To Let Us Both Get To Our Business [No. 2]

by Matt Paley


[a Letter to Robert Kelly:]

The film that taught me to cultivate silence — or, at least, made me aware of the flesh of the film itself — was Wong Kar Wai’s In the Mood for Love. Perhaps Wong Kar Wai doesn’t compare to Vigo or Epstein — his films certainly fall into the category of “sentimental loves stories in celluloid” — but I remember realizing, for the first time, that In the Mood for Love loses nothing from a subtitle-less viewing. I saw, in that, the hope of a fuller, richer, fleshier cinema.

The possibility of silent, visual storytelling pushes me to wonder what — if any — subjects / ideas / emotions / moments necessitate spoken language.

Should cinema attempt to do all of its work visually?
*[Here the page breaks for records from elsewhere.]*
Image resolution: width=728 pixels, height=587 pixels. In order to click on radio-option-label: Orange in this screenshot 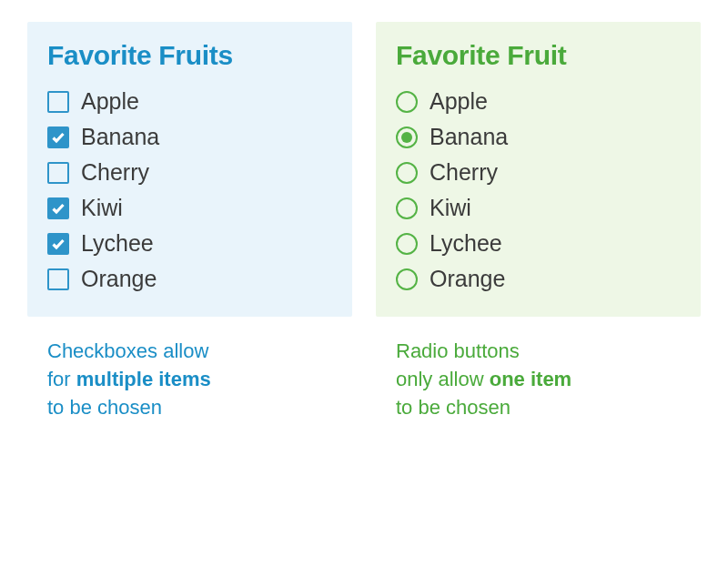, I will do `click(468, 278)`.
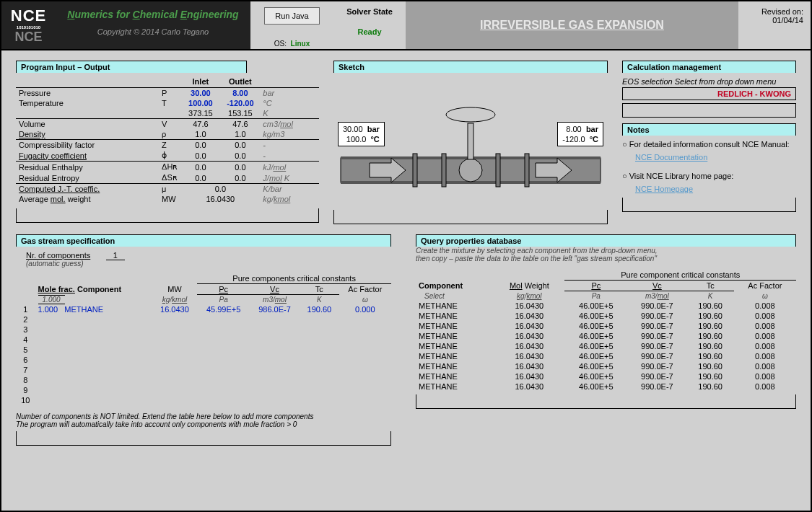  Describe the element at coordinates (580, 134) in the screenshot. I see `outlet-readout: 8.00 bar -120.0 °C` at that location.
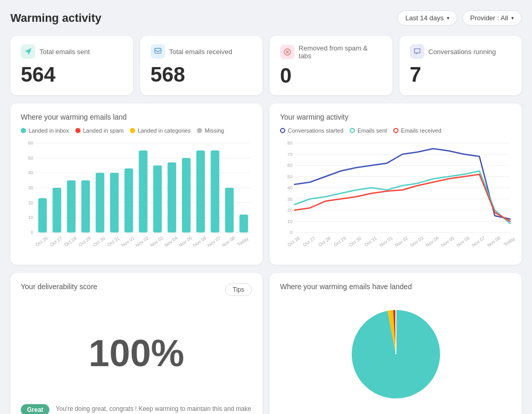  I want to click on legend-conversations-started: Conversations started, so click(312, 131).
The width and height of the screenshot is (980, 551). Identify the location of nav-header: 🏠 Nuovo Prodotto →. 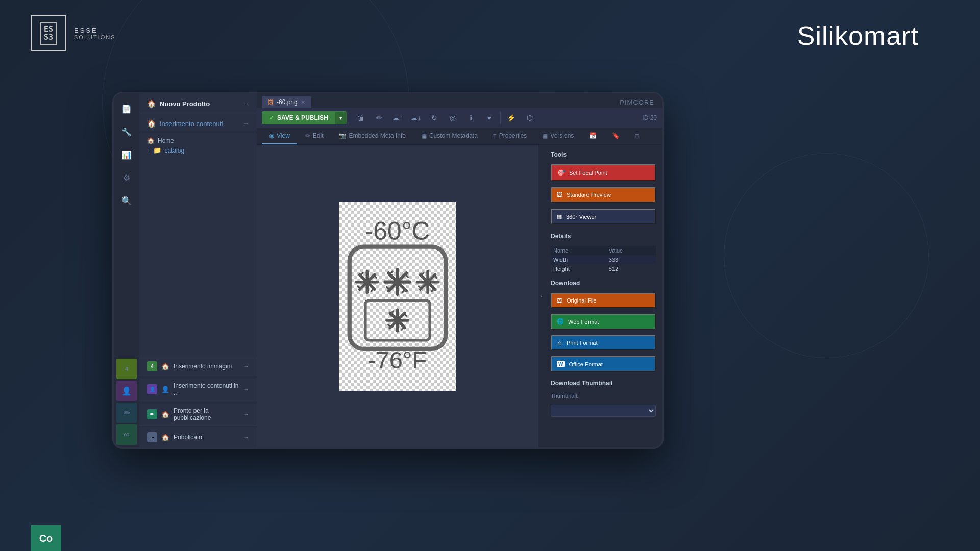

The question presupposes something essential to cinema about the moving image–that every art can be reduced to a single heart; painting to color, poetry to words (or, perhaps, their absence), drawing to the line, etc–and that the heart of cinema is not the dream of a complete representation of the world (as Bazin might argue).

Or, on the other hand, is cinema is in the unique position to utilize all of these languages? Should the film-maker, then, search every subject / idea / emotion / moment for the most appropriate medium (or media) to express it?